MV SuperFerry 14

[citation needed] On the night of February 26, the 10,192-ton ferry sailed out of Manila for Cagayan de Oro via Bacolod and Iloilo City with 899 recorded passengers and crew aboard.

[5] However, at the marine board of inquiry hearing in late March 2004, a safety supervisor with the ship's owner, WG&A, testified that about 150 survivors told him an explosion took place in the tourist section around the general area of bunk 51.

The Captain of the ferry, Ceferino Manzo, testified in the same hearing that the entire tourist section was engulfed in "thick black smoke that smelled like gunpowder.

A man named Redondo Cain Dellosa, a Rajah Sulaiman Movement member, confessed to planting a bomb, triggered by a timing device, on board for the Abu Sayyaf group.

It was believed that Abu Sayyaf bombed Superferry 14 because the company that owned it, WG&A, did not comply with a letter demanding $1 million in protection money.

[11] Ruben Omar Pestano Lavilla, Jr., a listed terrorist of U.S. State Department, and founder of Philippine terror group Rajah Sulaiman Movement, was arrested in Bahrain on July 24, 2008.

Anti-Terrorism Council Chairman Eduardo Ermita announced that Lavilla, the alleged mastermind of the Superferry 14 bombing, was deported from Bahrain to the Philippines on August 30.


*Task requirements*: Among the entries below, find the line with "Image is 425x197 pixels." and the line with "Image is 644x328 pixels.". Return exactly those lines and every line between them, but no pictures.

*Supplied records*:
▼

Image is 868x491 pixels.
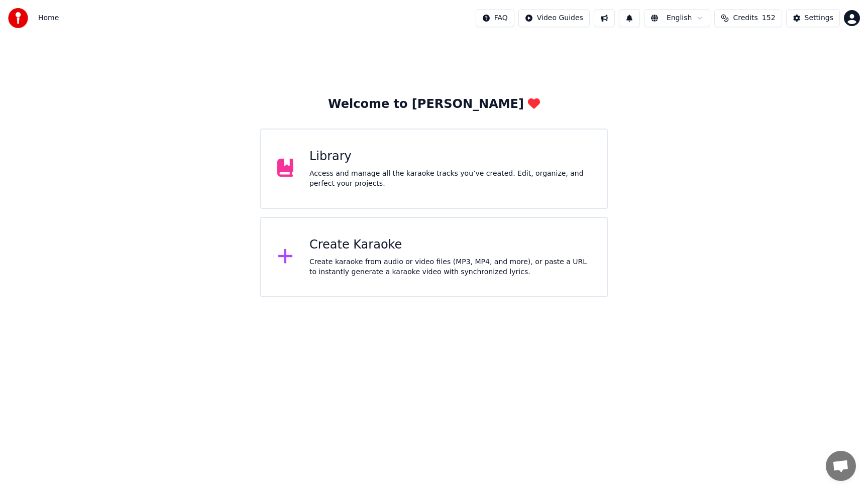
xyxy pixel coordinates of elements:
[309,237,591,253] div: Create Karaoke
[38,13,59,23] span: Home
[786,9,839,27] button: Settings
[38,13,59,23] nav: breadcrumb
[826,450,855,481] a: Open chat
[309,168,591,189] div: Access and manage all the karaoke tracks you’ve created. Edit, organize, and perfect your projects.
[733,13,758,23] span: Credits
[475,9,514,27] button: FAQ
[714,9,781,27] button: Credits152
[518,9,590,27] button: Video Guides
[309,257,591,277] div: Create karaoke from audio or video files (MP3, MP4, and more), or paste a URL to instantly genera...
[761,13,775,23] span: 152
[328,96,540,113] div: Welcome to [PERSON_NAME]
[309,149,591,164] div: Library
[804,13,833,23] div: Settings
[8,8,28,28] img: youka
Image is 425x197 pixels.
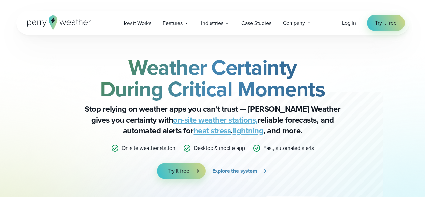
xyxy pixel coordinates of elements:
a: on-site weather stations, [173,114,258,126]
a: lightning [233,124,264,136]
span: Case Studies [241,19,271,27]
strong: Weather Certainty During Critical Moments [100,51,325,105]
a: Log in [342,19,356,27]
span: Features [163,19,183,27]
p: On-site weather station [122,144,175,152]
span: How it Works [121,19,151,27]
a: How it Works [116,16,157,30]
span: Industries [201,19,223,27]
span: Try it free [375,19,397,27]
a: Try it free [367,15,405,31]
p: Fast, automated alerts [263,144,314,152]
span: Company [283,19,305,27]
p: Stop relying on weather apps you can’t trust — [PERSON_NAME] Weather gives you certainty with rel... [78,104,347,136]
a: Try it free [157,163,205,179]
a: Explore the system [212,163,268,179]
a: Case Studies [236,16,277,30]
a: heat stress [194,124,231,136]
span: Explore the system [212,167,257,175]
span: Try it free [168,167,189,175]
p: Desktop & mobile app [194,144,245,152]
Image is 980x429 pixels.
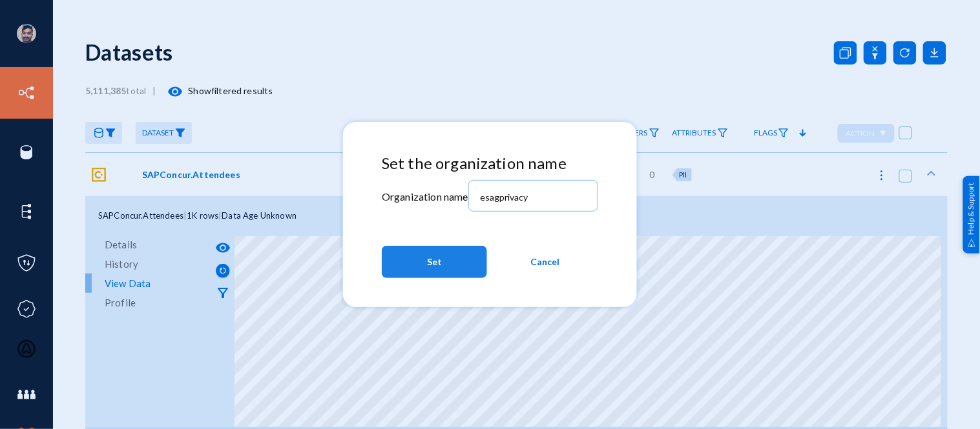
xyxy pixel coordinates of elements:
[492,246,597,278] button: Cancel
[382,190,468,202] mat-label: Organization name
[382,154,598,173] h4: Set the organization name
[427,250,442,273] span: Set
[382,246,487,278] button: Set
[480,192,591,203] input: Organization name
[531,250,560,273] span: Cancel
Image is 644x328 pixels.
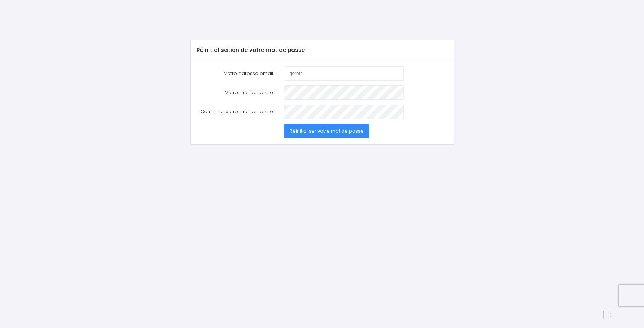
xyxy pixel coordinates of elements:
[191,40,453,60] div: Réinitialisation de votre mot de passe
[191,104,279,119] label: Confirmer votre mot de passe
[290,128,364,135] span: Réinitialiser votre mot de passe
[191,86,279,100] label: Votre mot de passe
[284,124,369,138] button: Réinitialiser votre mot de passe
[191,66,279,81] label: Votre adresse email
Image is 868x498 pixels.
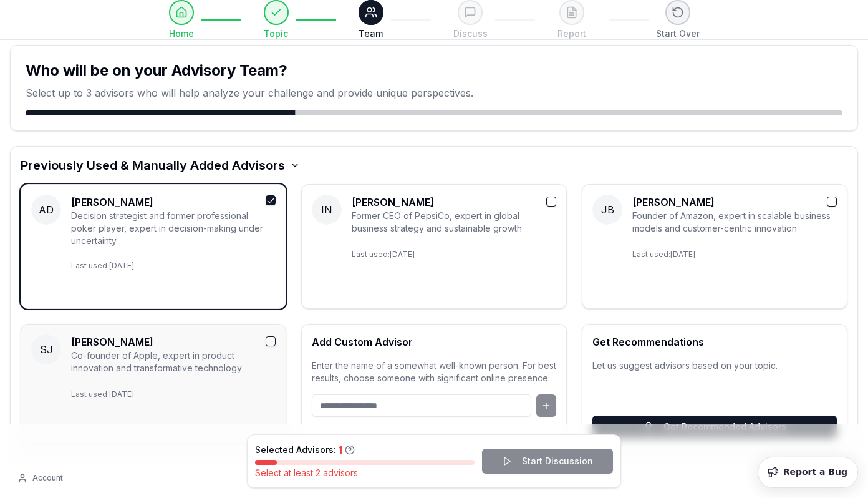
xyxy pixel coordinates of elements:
h3: [PERSON_NAME] [71,195,276,210]
div: Decision strategist and former professional poker player, expert in decision-making under uncerta... [71,210,276,246]
h3: [PERSON_NAME] [351,195,556,210]
span: AD [31,195,61,225]
span: JB [592,195,622,225]
p: Last used: [DATE] [351,245,556,260]
span: Select at least 2 advisors [255,467,358,478]
div: Former CEO of PepsiCo, expert in global business strategy and sustainable growth [351,210,556,234]
span: Home [169,27,194,40]
span: Report [558,27,586,40]
p: Last used: [DATE] [71,384,276,399]
span: Start Over [656,27,699,40]
p: Let us suggest advisors based on your topic. [592,359,837,372]
span: Team [358,27,383,40]
span: SJ [31,334,61,364]
span: IN [312,195,342,225]
p: Enter the name of a somewhat well-known person. For best results, choose someone with significant... [312,359,556,384]
span: Discuss [453,27,487,40]
div: Founder of Amazon, expert in scalable business models and customer-centric innovation [632,210,837,234]
p: Select up to 3 advisors who will help analyze your challenge and provide unique perspectives. [26,85,842,100]
span: Topic [263,27,288,40]
button: Account [10,468,70,488]
p: Last used: [DATE] [71,255,276,270]
h3: [PERSON_NAME] [71,334,276,349]
h3: Add Custom Advisor [312,334,556,349]
h1: Who will be on your Advisory Team? [26,61,842,80]
h2: Previously Used & Manually Added Advisors [20,157,285,174]
h3: [PERSON_NAME] [632,195,837,210]
h3: Get Recommendations [592,334,837,349]
span: Account [33,473,63,483]
button: Get Recommended Advisors [592,416,837,438]
div: Co-founder of Apple, expert in product innovation and transformative technology [71,349,276,374]
span: Selected Advisors: [255,443,336,456]
p: Last used: [DATE] [632,245,837,260]
span: 1 [338,442,342,457]
button: Previously Used & Manually Added Advisors [20,157,300,174]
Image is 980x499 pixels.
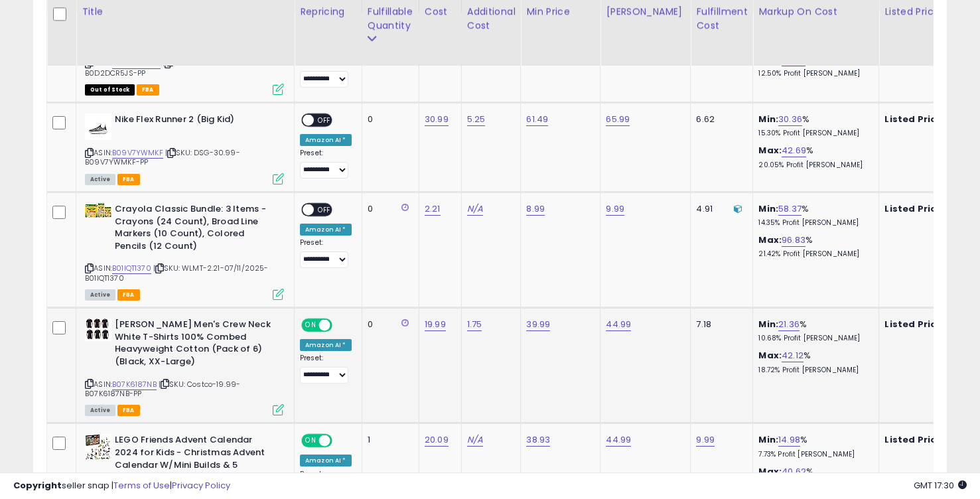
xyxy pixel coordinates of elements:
[368,434,408,446] div: 1
[115,318,276,371] b: [PERSON_NAME] Men's Crew Neck White T-Shirts 100% Combed Heavyweight Cotton (Pack of 6) (Black, X...
[300,5,357,19] div: Repricing
[758,113,778,126] b: Min:
[117,174,140,185] span: FBA
[758,450,869,460] p: 7.73% Profit [PERSON_NAME]
[606,318,631,331] a: 44.99
[758,366,869,375] p: 18.72% Profit [PERSON_NAME]
[467,202,483,216] a: N/A
[758,5,873,19] div: Markup on Cost
[696,318,742,330] div: 7.18
[85,58,235,78] span: | SKU: Nike-27.97-B0D2DCR5JS-PP
[467,434,483,447] a: N/A
[758,53,869,78] div: %
[314,205,335,216] span: OFF
[778,434,800,447] a: 14.98
[117,405,140,416] span: FBA
[14,479,62,492] strong: Copyright
[425,113,448,126] a: 30.99
[467,113,486,126] a: 5.25
[117,290,140,301] span: FBA
[758,234,869,259] div: %
[330,320,352,331] span: OFF
[300,134,352,146] div: Amazon AI *
[781,144,806,157] a: 42.69
[300,339,352,351] div: Amazon AI *
[758,349,781,362] b: Max:
[85,263,269,283] span: | SKU: WLMT-2.21-07/11/2025-B01IQT1370
[696,5,747,32] div: Fulfillment Cost
[114,479,170,492] a: Terms of Use
[781,234,806,247] a: 96.83
[914,479,966,492] span: 2025-08-14 17:30 GMT
[526,113,548,126] a: 61.49
[884,202,945,215] b: Listed Price:
[884,318,945,330] b: Listed Price:
[758,129,869,138] p: 15.30% Profit [PERSON_NAME]
[85,318,284,415] div: ASIN:
[85,405,116,416] span: All listings currently available for purchase on Amazon
[526,202,545,216] a: 8.99
[115,203,276,256] b: Crayola Classic Bundle: 3 Items - Crayons (24 Count), Broad Line Markers (10 Count), Colored Penc...
[758,203,869,228] div: %
[368,318,408,330] div: 0
[368,203,408,215] div: 0
[82,5,289,19] div: Title
[781,349,803,363] a: 42.12
[172,479,230,492] a: Privacy Policy
[85,114,111,140] img: 31OEKdBQ2+L._SL40_.jpg
[758,234,781,246] b: Max:
[758,144,781,157] b: Max:
[300,354,352,384] div: Preset:
[758,161,869,170] p: 20.05% Profit [PERSON_NAME]
[758,350,869,375] div: %
[758,334,869,343] p: 10.68% Profit [PERSON_NAME]
[300,224,352,236] div: Amazon AI *
[884,113,945,126] b: Listed Price:
[85,290,116,301] span: All listings currently available for purchase on Amazon
[758,318,869,343] div: %
[300,58,352,87] div: Preset:
[778,202,802,216] a: 58.37
[14,480,230,493] div: seller snap | |
[758,114,869,138] div: %
[85,84,135,96] span: All listings that are currently out of stock and unavailable for purchase on Amazon
[85,203,284,299] div: ASIN:
[758,145,869,169] div: %
[526,5,595,19] div: Min Price
[300,239,352,268] div: Preset:
[696,203,742,215] div: 4.91
[778,113,803,126] a: 30.36
[85,23,284,93] div: ASIN:
[758,218,869,228] p: 14.35% Profit [PERSON_NAME]
[115,114,276,129] b: Nike Flex Runner 2 (Big Kid)
[606,5,684,19] div: [PERSON_NAME]
[425,5,456,19] div: Cost
[368,114,408,126] div: 0
[758,69,869,78] p: 12.50% Profit [PERSON_NAME]
[526,434,550,447] a: 38.93
[137,84,159,96] span: FBA
[425,434,448,447] a: 20.09
[302,320,319,331] span: ON
[85,174,116,185] span: All listings currently available for purchase on Amazon
[425,202,441,216] a: 2.21
[758,434,869,459] div: %
[606,202,624,216] a: 9.99
[112,379,156,391] a: B07K6187NB
[112,263,151,274] a: B01IQT1370
[758,434,778,446] b: Min:
[696,434,715,447] a: 9.99
[85,148,240,167] span: | SKU: DSG-30.99-B09V7YWMKF-PP
[606,113,630,126] a: 65.99
[302,436,319,447] span: ON
[467,5,516,32] div: Additional Cost
[526,318,550,331] a: 39.99
[85,434,111,461] img: 51hCN6-+DIL._SL40_.jpg
[696,114,742,126] div: 6.62
[884,434,945,446] b: Listed Price:
[85,114,284,184] div: ASIN:
[300,455,352,467] div: Amazon AI *
[85,203,111,218] img: 512nj+3Js2L._SL40_.jpg
[758,250,869,259] p: 21.42% Profit [PERSON_NAME]
[300,149,352,178] div: Preset:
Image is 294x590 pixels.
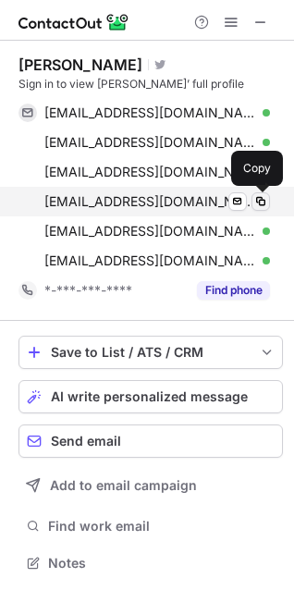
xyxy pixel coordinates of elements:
[19,56,142,74] div: [PERSON_NAME]
[51,345,251,360] div: Save to List / ATS / CRM
[51,434,121,449] span: Send email
[44,105,256,121] span: [EMAIL_ADDRESS][DOMAIN_NAME]
[19,336,283,369] button: save-profile-one-click
[19,551,283,576] button: Notes
[197,281,270,300] button: Reveal Button
[44,253,256,269] span: [EMAIL_ADDRESS][DOMAIN_NAME]
[19,514,283,539] button: Find work email
[50,478,197,493] span: Add to email campaign
[44,164,256,180] span: [EMAIL_ADDRESS][DOMAIN_NAME]
[44,223,256,240] span: [EMAIL_ADDRESS][DOMAIN_NAME]
[19,380,283,414] button: AI write personalized message
[44,193,256,210] span: [EMAIL_ADDRESS][DOMAIN_NAME]
[19,469,283,502] button: Add to email campaign
[19,76,283,93] div: Sign in to view [PERSON_NAME]’ full profile
[48,518,276,535] span: Find work email
[48,555,276,572] span: Notes
[19,11,130,33] img: ContactOut v5.3.10
[44,134,256,151] span: [EMAIL_ADDRESS][DOMAIN_NAME]
[51,390,248,404] span: AI write personalized message
[19,425,283,458] button: Send email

▲

*Result for this exercise*:
Image is 425x197 pixels.
xyxy pixel coordinates of elements:
a: on-site weather stations, [173,114,258,126]
a: lightning [233,124,264,136]
span: Case Studies [241,19,271,27]
strong: Weather Certainty During Critical Moments [100,51,325,105]
a: Log in [342,19,356,27]
span: Features [163,19,183,27]
p: On-site weather station [122,144,175,152]
span: How it Works [121,19,151,27]
a: How it Works [116,16,157,30]
span: Industries [201,19,223,27]
span: Try it free [375,19,397,27]
a: Try it free [367,15,405,31]
p: Fast, automated alerts [263,144,314,152]
span: Company [283,19,305,27]
p: Stop relying on weather apps you can’t trust — [PERSON_NAME] Weather gives you certainty with rel... [78,104,347,136]
a: Try it free [157,163,205,179]
a: Explore the system [212,163,268,179]
a: Case Studies [236,16,277,30]
a: heat stress [194,124,231,136]
span: Explore the system [212,167,257,175]
span: Try it free [168,167,189,175]
p: Desktop & mobile app [194,144,245,152]
Image is 980x429 pixels.
xyxy pixel coordinates of elements:
[492,246,597,278] button: Cancel
[382,190,468,202] mat-label: Organization name
[382,154,598,173] h4: Set the organization name
[427,250,442,273] span: Set
[382,246,487,278] button: Set
[480,192,591,203] input: Organization name
[531,250,560,273] span: Cancel
Image is 644x328 pixels.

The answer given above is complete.